Throughout this work I’ve always worn my organizing hat with my media production lens to build relationships and to learn journalists views on issues. A great recent example of this was with the work I’ve been organizing around with as I built the Border Mosque to work with the Border Church at the US / Mexico border. We intentionally did not reach out to media as this work began, instead deciding to capture the true essence of this Christian / Muslim relationship in my film, “A Prayer Beyond Borders.”

When we launched the film with MoveON we reached out to media with the help of ReThink Media and offered the film for distribution to news outlets. Within this process Imam Omar Suleiman introduced me to a group of journalists from NowThis. As we began building a relationship with the NowThis producers I was able to related to them as a filmmaker with the ideas I had to expand our film work at the Border Mosque further.

One of the most important stories for me to tell was about the Muslim Ban communities of Yemeni and Somali men we had began to meet there. As we talked more NowThis pitched the story to their executive producers and they were approved to make the film. They came to Tijuana for one of our Border Mosque/ Border Church gatherings in December where we brought Congresswoman Rashida Tlaib to the Border. With Congresswoman Tlaib’s powerful words comparing the wall at the US / Mexico border to the Wall in Palestine, Melissa was able to produce a beautiful piece for NowThis.

They then came back to shoot a feature doc for NowThis with the stories of the Muslim Ban communities in Tijuana. Unfortunately with COVID the documentary has been put on hold like so much else. This is an example of not only working with a journalist but to get a major news organization to tell our movements stories and to invest resources that we as a movement didn’t have into important stories we could not tell ourselves.
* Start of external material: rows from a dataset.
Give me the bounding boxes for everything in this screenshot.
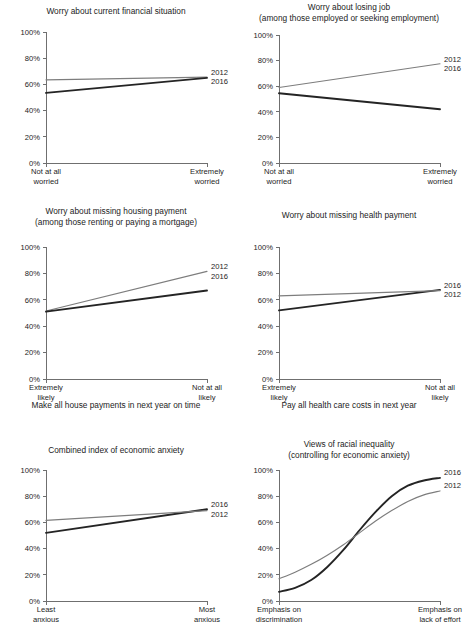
x-category-label: worried: [33, 177, 59, 186]
y-tick-label: 40%: [257, 322, 272, 331]
y-tick-label: 100%: [253, 466, 273, 475]
series-end-label-2012: 2012: [444, 55, 461, 64]
series-line-2012: [279, 491, 440, 579]
series-line-2016: [279, 478, 440, 592]
chart-title-line: (controlling for economic anxiety): [288, 450, 410, 460]
series-end-label-2012: 2012: [444, 481, 461, 490]
series-line-2016: [46, 509, 207, 533]
chart-title-line: Worry about missing health payment: [281, 210, 416, 220]
series-line-2016: [46, 78, 207, 93]
x-category-label: likely: [199, 393, 216, 402]
chart-title-line: Worry about missing housing payment: [46, 206, 188, 216]
y-tick-label: 20%: [257, 133, 272, 142]
chart-svg-2: Worry about missing housing payment(amon…: [0, 200, 233, 425]
chart-panel-worry-missing-housing-payment: Worry about missing housing payment(amon…: [0, 200, 233, 425]
series-end-label-2012: 2012: [211, 68, 228, 77]
x-category-label: Emphasis on: [418, 605, 462, 614]
x-category-label: discrimination: [255, 615, 301, 624]
chart-svg-5: Views of racial inequality(controlling f…: [233, 425, 465, 643]
series-end-label-2012: 2012: [444, 290, 461, 299]
x-axis-caption: Make all house payments in next year on …: [32, 400, 201, 410]
x-category-label: Extremely: [190, 167, 224, 176]
y-tick-label: 100%: [21, 28, 41, 37]
y-tick-label: 80%: [25, 492, 40, 501]
series-line-2012: [46, 271, 207, 311]
y-tick-label: 80%: [25, 269, 40, 278]
series-line-2012: [279, 64, 440, 88]
y-tick-label: 100%: [253, 31, 273, 40]
y-tick-label: 60%: [25, 518, 40, 527]
y-tick-label: 40%: [257, 544, 272, 553]
x-category-label: Extremely: [423, 167, 457, 176]
chart-svg-0: Worry about current financial situation0…: [0, 0, 233, 200]
y-tick-label: 80%: [25, 54, 40, 63]
x-category-label: worried: [265, 177, 291, 186]
chart-title-line: Views of racial inequality: [303, 439, 395, 449]
y-tick-label: 80%: [257, 56, 272, 65]
series-end-label-2012: 2012: [211, 510, 228, 519]
y-tick-label: 80%: [257, 492, 272, 501]
chart-title-line: (among those renting or paying a mortgag…: [35, 217, 197, 227]
chart-panel-worry-current-financial-situation: Worry about current financial situation0…: [0, 0, 233, 200]
x-category-label: anxious: [194, 615, 220, 624]
x-category-label: Not at all: [425, 383, 455, 392]
series-end-label-2016: 2016: [444, 64, 461, 73]
y-tick-label: 40%: [25, 106, 40, 115]
y-tick-label: 100%: [21, 466, 41, 475]
series-end-label-2012: 2012: [211, 262, 228, 271]
x-category-label: Emphasis on: [257, 605, 301, 614]
y-tick-label: 60%: [257, 518, 272, 527]
x-category-label: anxious: [33, 615, 59, 624]
chart-title-line: Worry about losing job: [307, 2, 390, 12]
x-category-label: Not at all: [31, 167, 61, 176]
series-line-2016: [279, 93, 440, 109]
chart-title-line: Combined index of economic anxiety: [48, 445, 184, 455]
x-category-label: likely: [431, 393, 448, 402]
y-tick-label: 60%: [257, 82, 272, 91]
y-tick-label: 60%: [25, 80, 40, 89]
x-category-label: Not at all: [192, 383, 222, 392]
x-category-label: worried: [426, 177, 452, 186]
chart-title-line: (among those employed or seeking employm…: [259, 13, 439, 23]
series-line-2016: [46, 291, 207, 312]
y-tick-label: 100%: [253, 243, 273, 252]
y-tick-label: 60%: [25, 296, 40, 305]
chart-panel-worry-losing-job: Worry about losing job(among those emplo…: [233, 0, 465, 200]
y-tick-label: 40%: [257, 108, 272, 117]
chart-panel-worry-missing-health-payment: Worry about missing health payment0%20%4…: [233, 200, 465, 425]
y-tick-label: 40%: [25, 544, 40, 553]
chart-svg-1: Worry about losing job(among those emplo…: [233, 0, 465, 200]
y-tick-label: 80%: [257, 269, 272, 278]
y-tick-label: 100%: [21, 243, 41, 252]
series-end-label-2016: 2016: [444, 468, 461, 477]
x-category-label: Most: [199, 605, 216, 614]
series-end-label-2016: 2016: [211, 272, 228, 281]
y-tick-label: 20%: [25, 133, 40, 142]
chart-grid: Worry about current financial situation0…: [0, 0, 465, 643]
y-tick-label: 40%: [25, 322, 40, 331]
y-tick-label: 20%: [25, 348, 40, 357]
x-category-label: lack of effort: [419, 615, 461, 624]
series-end-label-2016: 2016: [444, 281, 461, 290]
x-category-label: Extremely: [29, 383, 63, 392]
x-category-label: Least: [37, 605, 56, 614]
y-tick-label: 60%: [257, 296, 272, 305]
series-line-2012: [46, 511, 207, 521]
chart-title-line: Worry about current financial situation: [46, 6, 186, 16]
y-tick-label: 20%: [257, 348, 272, 357]
chart-svg-4: Combined index of economic anxiety0%20%4…: [0, 425, 233, 643]
x-axis-caption: Pay all health care costs in next year: [281, 400, 416, 410]
chart-panel-combined-index-economic-anxiety: Combined index of economic anxiety0%20%4…: [0, 425, 233, 643]
y-tick-label: 20%: [25, 571, 40, 580]
chart-svg-3: Worry about missing health payment0%20%4…: [233, 200, 465, 425]
x-category-label: Not at all: [264, 167, 294, 176]
series-end-label-2016: 2016: [211, 500, 228, 509]
series-end-label-2016: 2016: [211, 77, 228, 86]
chart-panel-views-racial-inequality: Views of racial inequality(controlling f…: [233, 425, 465, 643]
x-category-label: Extremely: [262, 383, 296, 392]
x-category-label: worried: [194, 177, 220, 186]
y-tick-label: 20%: [257, 571, 272, 580]
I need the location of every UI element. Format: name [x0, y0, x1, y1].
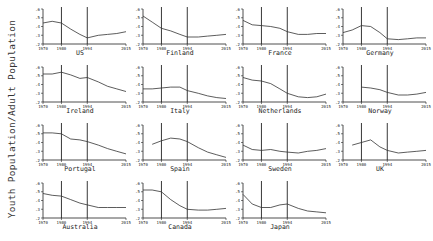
- series-line: [43, 21, 126, 38]
- svg-text:.4: .4: [235, 198, 240, 203]
- line-plot: .2.3.4.5.61970198019942015: [130, 4, 230, 50]
- svg-text:.3: .3: [35, 33, 40, 38]
- panel-title: Portugal: [30, 165, 130, 173]
- line-plot: .2.3.4.5.61970198019942015: [130, 62, 230, 108]
- svg-text:.5: .5: [35, 73, 40, 78]
- chart-panel-portugal: .2.3.4.5.61970198019942015Portugal: [30, 120, 130, 178]
- chart-panel-spain: .2.3.4.5.61970198019942015Spain: [130, 120, 230, 178]
- series-line: [152, 138, 226, 157]
- svg-text:.6: .6: [135, 65, 140, 70]
- svg-text:.6: .6: [135, 181, 140, 186]
- series-line: [243, 194, 326, 212]
- panel-title: UK: [330, 165, 430, 173]
- svg-text:.4: .4: [35, 82, 40, 87]
- series-line: [343, 26, 426, 40]
- panel-title: Ireland: [30, 107, 130, 115]
- panel-title: Sweden: [230, 165, 330, 173]
- series-line: [143, 87, 226, 98]
- panel-title: Spain: [130, 165, 230, 173]
- series-line: [43, 194, 126, 208]
- svg-text:.3: .3: [135, 207, 140, 212]
- series-line: [243, 20, 326, 34]
- svg-text:.4: .4: [135, 198, 140, 203]
- svg-text:.5: .5: [235, 15, 240, 20]
- svg-text:.5: .5: [135, 131, 140, 136]
- svg-text:.6: .6: [235, 181, 240, 186]
- svg-text:.4: .4: [235, 24, 240, 29]
- panel-title: Canada: [130, 223, 230, 231]
- svg-text:.6: .6: [235, 123, 240, 128]
- svg-text:.5: .5: [35, 15, 40, 20]
- chart-panel-italy: .2.3.4.5.61970198019942015Italy: [130, 62, 230, 120]
- chart-panel-japan: .2.3.4.5.61970198019942015Japan: [230, 178, 330, 236]
- svg-text:.5: .5: [335, 131, 340, 136]
- svg-text:.6: .6: [335, 65, 340, 70]
- chart-panel-ireland: .2.3.4.5.61970198019942015Ireland: [30, 62, 130, 120]
- svg-text:.3: .3: [35, 207, 40, 212]
- svg-text:.5: .5: [235, 189, 240, 194]
- svg-text:.3: .3: [235, 207, 240, 212]
- panel-title: France: [230, 49, 330, 57]
- svg-text:.6: .6: [235, 7, 240, 12]
- svg-text:.5: .5: [35, 189, 40, 194]
- svg-text:.4: .4: [135, 24, 140, 29]
- svg-text:.4: .4: [335, 24, 340, 29]
- chart-panel-finland: .2.3.4.5.61970198019942015Finland: [130, 4, 230, 62]
- line-plot: .2.3.4.5.61970198019942015: [330, 4, 430, 50]
- chart-panel-uk: .2.3.4.5.61970198019942015UK: [330, 120, 430, 178]
- line-plot: .2.3.4.5.61970198019942015: [30, 120, 130, 166]
- series-line: [361, 87, 426, 95]
- line-plot: .2.3.4.5.61970198019942015: [330, 120, 430, 166]
- svg-text:.3: .3: [135, 91, 140, 96]
- svg-text:.6: .6: [35, 65, 40, 70]
- series-line: [43, 72, 126, 91]
- svg-text:.5: .5: [235, 73, 240, 78]
- series-line: [143, 16, 226, 37]
- svg-text:.6: .6: [335, 7, 340, 12]
- svg-text:.5: .5: [135, 73, 140, 78]
- chart-panel-canada: .2.3.4.5.61970198019942015Canada: [130, 178, 230, 236]
- chart-panel-sweden: .2.3.4.5.61970198019942015Sweden: [230, 120, 330, 178]
- chart-panel-netherlands: .2.3.4.5.61970198019942015Netherlands: [230, 62, 330, 120]
- svg-text:.6: .6: [335, 123, 340, 128]
- svg-text:.5: .5: [335, 73, 340, 78]
- svg-text:.4: .4: [335, 82, 340, 87]
- svg-text:.3: .3: [335, 149, 340, 154]
- series-line: [352, 140, 426, 153]
- panel-title: Australia: [30, 223, 130, 231]
- panel-title: Norway: [330, 107, 430, 115]
- svg-text:.3: .3: [135, 149, 140, 154]
- svg-text:.5: .5: [135, 15, 140, 20]
- svg-text:.4: .4: [35, 24, 40, 29]
- panel-title: Japan: [230, 223, 330, 231]
- svg-text:.6: .6: [35, 181, 40, 186]
- line-plot: .2.3.4.5.61970198019942015: [230, 178, 330, 224]
- svg-text:.5: .5: [35, 131, 40, 136]
- line-plot: .2.3.4.5.61970198019942015: [30, 62, 130, 108]
- chart-panel-germany: .2.3.4.5.61970198019942015Germany: [330, 4, 430, 62]
- svg-text:.6: .6: [35, 7, 40, 12]
- svg-text:.6: .6: [35, 123, 40, 128]
- svg-text:.6: .6: [135, 123, 140, 128]
- panel-title: Italy: [130, 107, 230, 115]
- chart-panel-australia: .2.3.4.5.61970198019942015Australia: [30, 178, 130, 236]
- svg-text:.3: .3: [335, 33, 340, 38]
- svg-text:.6: .6: [235, 65, 240, 70]
- svg-text:.4: .4: [335, 140, 340, 145]
- line-plot: .2.3.4.5.61970198019942015: [230, 62, 330, 108]
- panel-title: Germany: [330, 49, 430, 57]
- series-line: [43, 133, 126, 154]
- line-plot: .2.3.4.5.61970198019942015: [30, 4, 130, 50]
- series-line: [143, 190, 226, 210]
- svg-text:.4: .4: [35, 198, 40, 203]
- series-line: [243, 145, 326, 153]
- svg-text:.5: .5: [335, 15, 340, 20]
- svg-text:.4: .4: [235, 82, 240, 87]
- line-plot: .2.3.4.5.61970198019942015: [130, 178, 230, 224]
- svg-text:.5: .5: [135, 189, 140, 194]
- series-line: [243, 78, 326, 98]
- svg-text:.3: .3: [235, 91, 240, 96]
- line-plot: .2.3.4.5.61970198019942015: [330, 62, 430, 108]
- y-axis-label: Youth Population/Adult Population: [6, 14, 20, 224]
- line-plot: .2.3.4.5.61970198019942015: [130, 120, 230, 166]
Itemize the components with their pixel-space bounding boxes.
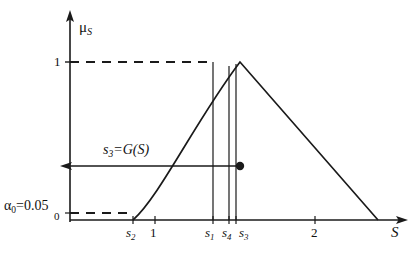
membership-curve bbox=[133, 62, 378, 220]
y-tick-label-one: 1 bbox=[54, 55, 61, 68]
x-axis-label: S bbox=[391, 225, 399, 240]
vertical-marker-lines bbox=[213, 62, 236, 220]
y-tick-label-zero: 0 bbox=[54, 211, 60, 222]
defuzzification-arrow-label: s3=G(S) bbox=[103, 143, 149, 157]
defuzzified-point-marker bbox=[236, 162, 244, 170]
x-tick-label-one: 1 bbox=[150, 226, 157, 239]
x-tick-label-s3: s3 bbox=[239, 226, 248, 239]
y-axis-label: μS bbox=[79, 20, 92, 35]
x-tick-label-s1: s1 bbox=[205, 226, 214, 239]
x-tick-label-s4: s4 bbox=[222, 226, 231, 239]
figure-canvas bbox=[0, 0, 414, 256]
x-tick-label-s2: s2 bbox=[126, 226, 135, 239]
defuzzification-arrow bbox=[60, 162, 244, 170]
x-axis bbox=[70, 216, 408, 224]
x-tick-label-two: 2 bbox=[311, 226, 318, 239]
fuzzy-membership-figure: μS 1 0 α0=0.05 s2 1 s1 s4 s3 2 S s3=G(S) bbox=[0, 0, 414, 256]
alpha-cut-label: α0=0.05 bbox=[4, 199, 49, 213]
y-axis bbox=[66, 10, 74, 222]
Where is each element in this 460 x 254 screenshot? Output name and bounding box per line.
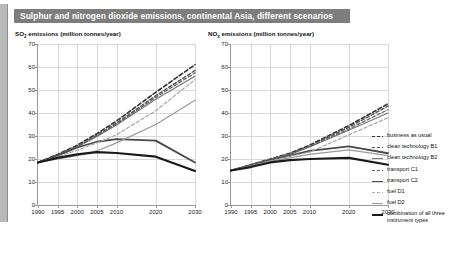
- y-axis-tick-label: 40: [28, 110, 35, 116]
- legend-item[interactable]: business as usual: [372, 132, 458, 140]
- x-tick-mark: [38, 205, 39, 208]
- nox-panel-title: NOx emissions (million tonnes/year): [208, 30, 314, 39]
- legend-swatch-icon: [372, 188, 383, 196]
- x-axis-tick-label: 2010: [303, 209, 316, 215]
- so2-title-main: SO: [15, 30, 24, 37]
- legend-swatch-icon: [372, 166, 383, 174]
- x-axis-tick-label: 2030: [188, 209, 201, 215]
- y-axis-tick-label: 50: [28, 87, 35, 93]
- x-tick-mark: [156, 205, 157, 208]
- so2-plot-area: 0102030405060701990199520002005201020202…: [37, 44, 195, 206]
- legend-swatch-icon: [372, 132, 383, 140]
- legend-item-label: clean technology B2: [387, 154, 437, 161]
- y-axis-tick-label: 70: [221, 41, 228, 47]
- x-axis-tick-label: 2000: [71, 209, 84, 215]
- x-tick-mark: [270, 205, 271, 208]
- legend-swatch-icon: [372, 143, 383, 151]
- x-tick-mark: [77, 205, 78, 208]
- so2-panel-title: SO2 emissions (million tonnes/year): [15, 30, 121, 39]
- legend-item[interactable]: combination of all three instrument type…: [372, 210, 458, 223]
- x-axis-tick-label: 1995: [244, 209, 257, 215]
- chart-legend: business as usualclean technology B1clea…: [372, 132, 458, 227]
- legend-swatch-icon: [372, 154, 383, 162]
- y-axis-tick-label: 20: [28, 156, 35, 162]
- figure-title-band: Sulphur and nitrogen dioxide emissions, …: [14, 9, 350, 23]
- x-tick-mark: [97, 205, 98, 208]
- legend-swatch-icon: [372, 177, 383, 185]
- legend-item[interactable]: fuel D2: [372, 199, 458, 207]
- x-tick-mark: [251, 205, 252, 208]
- series-line: [38, 65, 195, 163]
- y-axis-tick-label: 70: [28, 41, 35, 47]
- legend-item-label: transport C1: [387, 166, 418, 173]
- y-axis-tick-label: 30: [28, 133, 35, 139]
- series-layer: [231, 44, 388, 205]
- legend-item-label: clean technology B1: [387, 143, 437, 150]
- x-axis-tick-label: 1990: [224, 209, 237, 215]
- legend-swatch-icon: [372, 210, 383, 218]
- figure-root: Sulphur and nitrogen dioxide emissions, …: [0, 0, 460, 254]
- so2-chart-panel: 0102030405060701990199520002005201020202…: [15, 44, 195, 224]
- y-axis-tick-label: 0: [32, 202, 35, 208]
- y-axis-tick-label: 30: [221, 133, 228, 139]
- legend-item[interactable]: clean technology B2: [372, 154, 458, 162]
- legend-swatch-icon: [372, 199, 383, 207]
- legend-item-label: fuel D1: [387, 188, 405, 195]
- legend-item-label: fuel D2: [387, 199, 405, 206]
- nox-title-rest: emissions (million tonnes/year): [220, 30, 314, 37]
- x-tick-mark: [58, 205, 59, 208]
- legend-item[interactable]: transport C2: [372, 177, 458, 185]
- x-axis-tick-label: 1990: [31, 209, 44, 215]
- x-tick-mark: [290, 205, 291, 208]
- y-axis-tick-label: 60: [221, 64, 228, 70]
- legend-item-label: combination of all three instrument type…: [387, 210, 458, 223]
- legend-item[interactable]: transport C1: [372, 166, 458, 174]
- legend-item-label: transport C2: [387, 177, 418, 184]
- legend-item[interactable]: fuel D1: [372, 188, 458, 196]
- legend-item-label: business as usual: [387, 132, 431, 139]
- so2-title-rest: emissions (million tonnes/year): [27, 30, 121, 37]
- x-axis-tick-label: 2010: [110, 209, 123, 215]
- y-axis-tick-label: 60: [28, 64, 35, 70]
- y-axis-tick-label: 10: [28, 179, 35, 185]
- legend-item[interactable]: clean technology B1: [372, 143, 458, 151]
- series-layer: [38, 44, 195, 205]
- x-tick-mark: [349, 205, 350, 208]
- y-axis-tick-label: 20: [221, 156, 228, 162]
- nox-chart-panel: 0102030405060701990199520002005201020202…: [208, 44, 388, 224]
- nox-plot-area: 0102030405060701990199520002005201020202…: [230, 44, 388, 206]
- figure-title: Sulphur and nitrogen dioxide emissions, …: [14, 11, 333, 21]
- x-tick-mark: [310, 205, 311, 208]
- y-axis-tick-label: 50: [221, 87, 228, 93]
- page-edge-bar: [0, 4, 8, 222]
- x-tick-mark: [117, 205, 118, 208]
- x-tick-mark: [231, 205, 232, 208]
- x-axis-tick-label: 2005: [90, 209, 103, 215]
- x-axis-tick-label: 2005: [283, 209, 296, 215]
- y-axis-tick-label: 40: [221, 110, 228, 116]
- x-tick-mark: [195, 205, 196, 208]
- x-axis-tick-label: 2020: [342, 209, 355, 215]
- nox-title-main: NO: [208, 30, 217, 37]
- x-axis-tick-label: 2020: [149, 209, 162, 215]
- gridline-vertical: [195, 44, 196, 205]
- x-axis-tick-label: 1995: [51, 209, 64, 215]
- x-axis-tick-label: 2000: [264, 209, 277, 215]
- series-line: [231, 118, 388, 171]
- y-axis-tick-label: 10: [221, 179, 228, 185]
- y-axis-tick-label: 0: [225, 202, 228, 208]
At a movement level Muslim, and broader AMEMSA (Arab, Middle Eastern, Muslim, and South Asian) organizations are deeply fragmented from a communications strategy perspective. Our organizations and our movements have to understand the need for narrative infrastructure within our movements. Many organizations in these movements are stuck in a 1990s theory of change that made sense when our communities were smaller, less well connected and had less power. Today we can use broad communications strategies tied to digital organizing as we have built at MPower Change. These models need to be more broadly scaled within the movement.

I’ve outlined my thinking on this question in several articles online about digital publishing and branding. Generally speaking the work needs to be done at a very high level today from design to production, with clear social justice language. Our movements must invest in narrative infrastructure and have budgets and creative producers to bring attention to our movements through building narrative power. One of my favorite mottos is from Pixar, “Our brand is quality.” I also think some of the training from the Center for Story Based Strategy is very useful for leaders who may not understand the importance of comms work in their framing around the “Battle of the story.” I’ve created many different trainings for organizations based on this model.